D&D begins Sunday (July 10) at Snakes & Lattes (600 Bloor West), See listing GODOT begins Friday (July 8) at Honest Ed’s Underground Parking (581 Bloor West), See listing. Patrons can come and go as they please, subject to capacity.


Most Fringe shows clock in at an hour or maybe 90 minutes, but this year two companies are testing the limits of audience and performer endurance. Dungeons & Dragons, (Not) The Musical allows audiences to observe an epic six-hour D&D game in action, while The Godot Cycle will doggedly repeat Samuel Beckett’s existential masterpiece non-stop for two mind-boggling spans of 30 and 54 hours.

“Ultimately, I have no idea what’s going to happen,” laughs Praxis Theatre’s Aislinn Rose, organizer of Dungeons & Dragons. “It’s an experiment, an opportunity to look at audience relationships and performance in a new way.”

For the tournaments, which double as research for a future project, Rose has organized three six-hour D&D sessions – enhanced by live visuals and sound – in the basement of Snakes and Lattes. (“It’ll feel like going down to your parents’ basement to play.”) The first game will feature theatre community members who grew up with D&D, the second will be played by a group of elite gamers, while the final quest will mix the two communities.

“So much of role-playing games is already performative. I want to find out what happens when an audience is introduced, and what differences emerge between the theatre and gaming communities as the stories unfold.”
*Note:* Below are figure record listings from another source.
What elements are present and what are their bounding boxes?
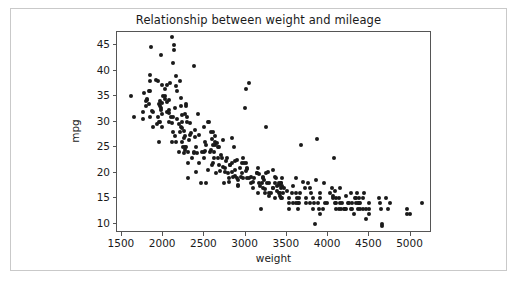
scatter-point: [148, 89, 152, 93]
scatter-point: [180, 140, 184, 144]
scatter-point: [132, 115, 136, 119]
scatter-point: [148, 79, 152, 83]
y-axis-tick-label: 45: [70, 38, 110, 50]
scatter-point: [269, 191, 273, 195]
scatter-point: [147, 102, 151, 106]
y-axis-tick-mark: [113, 44, 117, 45]
scatter-point: [244, 161, 248, 165]
scatter-point: [378, 201, 382, 205]
scatter-point: [194, 145, 198, 149]
scatter-point: [362, 191, 366, 195]
scatter-point: [311, 196, 315, 200]
y-axis-label: mpg: [69, 119, 81, 143]
scatter-point: [316, 201, 320, 205]
scatter-point: [217, 145, 221, 149]
scatter-point: [186, 161, 190, 165]
scatter-point: [224, 159, 228, 163]
scatter-point: [156, 79, 160, 83]
scatter-point: [321, 207, 325, 211]
scatter-point: [214, 171, 218, 175]
scatter-point: [149, 45, 153, 49]
scatter-point: [183, 134, 187, 138]
scatter-point: [314, 178, 318, 182]
x-axis-tick-label: 5000: [380, 237, 440, 249]
scatter-point: [333, 189, 337, 193]
scatter-point: [204, 181, 208, 185]
scatter-point: [212, 150, 216, 154]
scatter-point: [160, 101, 164, 105]
scatter-point: [311, 207, 315, 211]
scatter-point: [367, 201, 371, 205]
scatter-point: [141, 110, 145, 114]
plot-area: [116, 31, 431, 232]
scatter-point: [186, 176, 190, 180]
scatter-point: [173, 106, 177, 110]
scatter-point: [344, 207, 348, 211]
scatter-point: [230, 136, 234, 140]
scatter-point: [243, 106, 247, 110]
scatter-point: [367, 207, 371, 211]
scatter-point: [222, 181, 226, 185]
scatter-point: [405, 207, 409, 211]
scatter-point: [298, 191, 302, 195]
scatter-point: [142, 91, 146, 95]
scatter-point: [160, 112, 164, 116]
scatter-point: [206, 168, 210, 172]
scatter-point: [218, 169, 222, 173]
scatter-point: [299, 143, 303, 147]
scatter-point: [182, 129, 186, 133]
scatter-point: [236, 184, 240, 188]
scatter-point: [241, 176, 245, 180]
scatter-point: [355, 191, 359, 195]
y-axis-tick-mark: [113, 223, 117, 224]
scatter-point: [367, 212, 371, 216]
x-axis-tick-mark: [162, 232, 163, 236]
scatter-point: [172, 48, 176, 52]
scatter-point: [294, 176, 298, 180]
scatter-point: [361, 196, 365, 200]
x-axis-tick-mark: [203, 232, 204, 236]
scatter-point: [177, 150, 181, 154]
scatter-point: [251, 180, 255, 184]
scatter-point: [189, 131, 193, 135]
scatter-point: [170, 121, 174, 125]
scatter-point: [173, 134, 177, 138]
scatter-point: [207, 120, 211, 124]
scatter-point: [178, 130, 182, 134]
scatter-point: [287, 196, 291, 200]
scatter-point: [213, 134, 217, 138]
scatter-point: [185, 115, 189, 119]
scatter-point: [344, 194, 348, 198]
scatter-point: [245, 166, 249, 170]
scatter-point: [291, 184, 295, 188]
scatter-point: [318, 191, 322, 195]
scatter-point: [285, 189, 289, 193]
scatter-point: [184, 145, 188, 149]
scatter-point: [318, 196, 322, 200]
scatter-point: [197, 161, 201, 165]
scatter-point: [280, 176, 284, 180]
scatter-point: [175, 117, 179, 121]
scatter-point: [174, 140, 178, 144]
scatter-point: [160, 125, 164, 129]
scatter-point: [318, 212, 322, 216]
scatter-point: [386, 207, 390, 211]
scatter-point: [294, 191, 298, 195]
y-axis-tick-label: 35: [70, 89, 110, 101]
scatter-point: [172, 43, 176, 47]
scatter-point: [175, 89, 179, 93]
scatter-point: [225, 156, 229, 160]
scatter-point: [274, 176, 278, 180]
scatter-point: [263, 191, 267, 195]
scatter-point: [364, 217, 368, 221]
scatter-point: [263, 187, 267, 191]
scatter-point: [384, 196, 388, 200]
x-axis-tick-mark: [245, 232, 246, 236]
scatter-point: [251, 186, 255, 190]
x-axis-tick-mark: [410, 232, 411, 236]
scatter-point: [338, 186, 342, 190]
screenshot-root: Relationship between weight and mileage …: [0, 0, 517, 282]
scatter-point: [203, 149, 207, 153]
scatter-point: [179, 104, 183, 108]
scatter-point: [309, 191, 313, 195]
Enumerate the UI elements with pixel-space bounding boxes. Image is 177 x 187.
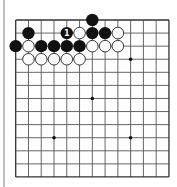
white-stone[interactable]: [61, 53, 73, 65]
white-stone[interactable]: [48, 53, 60, 65]
white-stone[interactable]: [87, 40, 99, 52]
white-stone[interactable]: [112, 40, 124, 52]
black-stone[interactable]: [10, 40, 22, 52]
black-stone[interactable]: [35, 40, 47, 52]
black-stone[interactable]: [86, 27, 98, 39]
black-stone[interactable]: [99, 27, 111, 39]
star-point: [129, 136, 133, 140]
white-stone[interactable]: [74, 53, 86, 65]
black-stone[interactable]: [73, 40, 85, 52]
star-point: [91, 97, 95, 101]
white-stone[interactable]: [74, 27, 86, 39]
star-point: [52, 136, 56, 140]
white-stone[interactable]: [35, 53, 47, 65]
black-stone[interactable]: [86, 14, 98, 26]
star-point: [129, 57, 133, 61]
black-stone[interactable]: [61, 40, 73, 52]
white-stone[interactable]: [23, 40, 35, 52]
black-stone[interactable]: [22, 27, 34, 39]
go-board[interactable]: 1: [0, 0, 177, 187]
white-stone[interactable]: [23, 53, 35, 65]
black-stone[interactable]: [48, 40, 60, 52]
move-number-label: 1: [64, 29, 70, 38]
white-stone[interactable]: [99, 40, 111, 52]
white-stone[interactable]: [112, 27, 124, 39]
By contrast, at the six-hour mark, The Godot Cycle (by theatre company Yes Let’s Go) will just be getting started.

“It’s exciting but also a little bit terrifying,” admits Eric Craig (Vladimir)who along with David Christo (Estragon) will spend over three days under Honest Ed’s trapped in Beckett’s repeating universe.

“I think the biggest problem will be confusion,” muses Craig. “Losing the mental acuity you normally have in a performance situation will be especially challenging in a play that is so repetitive and cyclical.”

The pair will be joined by a revolving cast of 45 actors who will play the three supporting characters in four-hour shifts. But can Craig and Christo really go on for 54 hours straight? What about bathroom breaks?

“There will be a porta-potty off to the side that will only by accessible to us. You say your lines from within the porta-potty if you have to, but the show never stops, no matter what. It has to be unstoppable, this thing that keeps rolling with or without you.”

Craig points out that the marathon treatment only amplifies the torture of repetition at the heart of the play.

“There is a sadistic side to this show, a freak show, cockfight, bear-baiting side. People enjoy watching other people struggle. That’s in Beckett’s play, and that will be in our performance. Everyone will show up with a tiny part of them hoping to see one of us say ‘I have to stop.’ But I can promise you, I won’t crack.”